New sound for a sweltering summer
The News Review:
- New sound for a sweltering summer
- Mauresmo makes the most of low profile
- City comment
- County Urged to Open Group Home for Mentally Ill
New sound for a sweltering summer
Telegraph.co.uk – Jun 23, 2005
This cross-fertilisation was soon followed by the emergence of hip-hop in New York, centre of the Latin diaspora. Youth in the barrios of Puerto Rico and New York took to this new, accessible music as a means to express their own desires and frustrations. When Jamaican music crossed into the global mainstream once again in the early 1990s, conditions were ripe for the production of a home-grown form of the new dance-hall sound in Panama and Puerto Rico. Reggaetón artists such as El General and Daddy Yankee rose to an international prominence they still enjoy today. Elías de León, founder and CEO of Puerto Rico’s premier reggaetón label, White Lion, recalls selling Daddy Yankee’s first album from the boot of his car in 1992. The rapper is now feted across the Caribbean and the US by the likes of MTV and hip-hop magazine Vibe and his latest album has sold upwards of half a million copies. This global appeal seems to have confounded de León’s expectations: “I thought the music was going to be something that was just ours in Puerto Rico, I didn’t think it would get this far.
Mauresmo makes the most of low profile
Telegraph.co.uk – Jun 23, 2005
At Roland Garros all expectations are heaped on her strong shoulders as the French yearn for a home-grown champion while Henman is allowed to go about his business largely unnoticed; in London SW19 there is no hiding place for Britain’s leading men’s player while France’s top woman causes hardly a ripple of interest. And Mauresmo likes it that way. So much so that she opted against taking a cautious stance when asked whether she can take a low-profile route to the game’s greatest honour on Saturday week. Anybody who wanted to check out her form yesterday had to move swiftly to Court No 2 where she dished out a 46-minute hammering to Maria Sanchez Lorenzo, a Spanish opponent who had accumulated five career victories on these lawns. After conceding only four points on serve in securing her 6-1, 6-3 victory, Mauresmo said: “It would be difficult to recall myself playing better on grass because everything was working really well today.
City comment
Telegraph.co.uk – Jun 23, 2005
They lapped it up, and he conveniently forgot to mention how every move he makes takes us nearer to the economic model he criticises so trenchantly. Recent work from the British Chambers of Commerce puts the all-up cost of compliance with Labour’s social crusade at around £40 billion. However much Mr Brown might like to blame the EU (in fact he’s careful not to) the BCC reckons that 70pc of the new regulations are home-grown. It cites the minimum wage, the impenetrable thicket that is his “tax credit” scheme, and paid maternity leave.
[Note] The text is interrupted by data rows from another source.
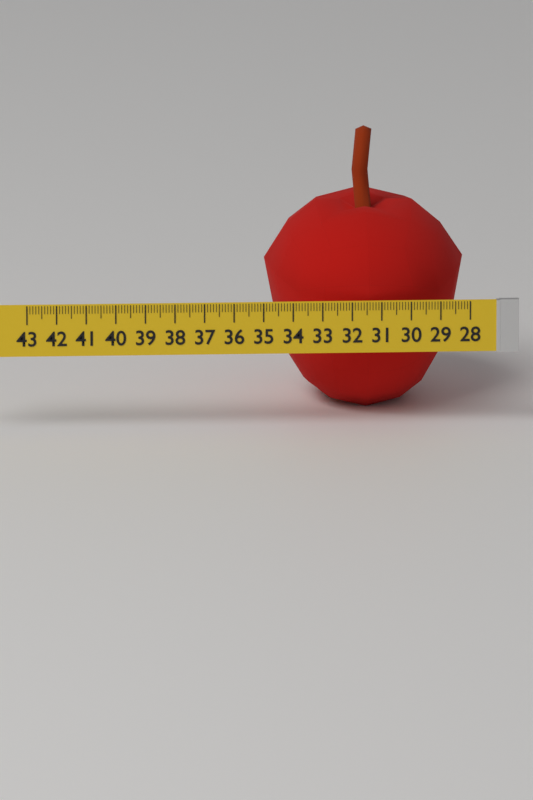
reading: 34.8 (no unit)
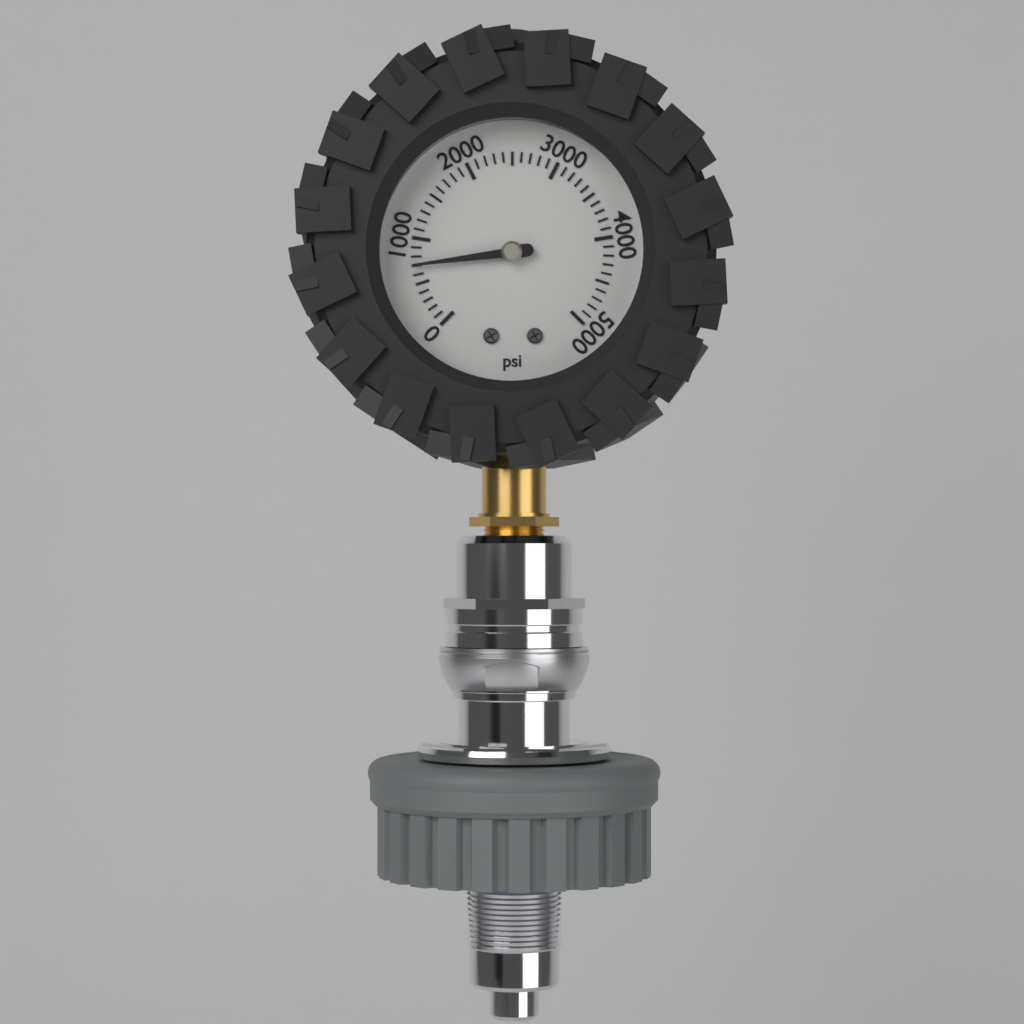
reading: 700 psi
Every company, down to the tiniest, must hold the job open, regardless of the damage to the business or fellow employees. Even the barmy stuff that really does come from the EU is Labour’s fault, a direct result of its decision to give up Britain’s opt-out of the Social Chapter, as a communautaire gesture when it came to power. Our performance may look good compared to France or Italy, but it looks pretty poor against the world outside the eurozone.
County Urged to Open Group Home for Mentally Ill
Washington Post – Jun 23, 2005
The proposed group home would have four or five beds. Although it would not solve the county’s crisis, “we’d like to start there,” she said. The Community Services Board wants supervisors to include the group home when it meets in the fall to create the county’s strategic goals for next year. Federal and state money, as well as Medicaid and client fees, could help fund the group home, Madron said. Supervisor Maureen S. Caddigan (R-Dumfries) said the county must “bite the bullet” and simply fund the home. Supervisor Hilda M…
About 54 percent were female, the median age was 50. 5, 60 percent were diagnosed with schizophrenia and 28 percent suffered from bipolar disorders, according to the Community Services Board. As the county’s population has grown, so have the number of mentally ill and the demand for care, Madron said. According to Community Services Board data, 50 adult beds were lost when three private psychiatric hospitals closed in the region in 2004. The Northern Virginia Mental Health Institute in nearby Falls Church often operates at 98 percent occupancy and cannot take Prince William clients. Employees have spent as long as eight hours on the phone trying to find a bed for a client, Madron said. The county sheriff’s office has had to drive clients as far away as Chesapeake, Va.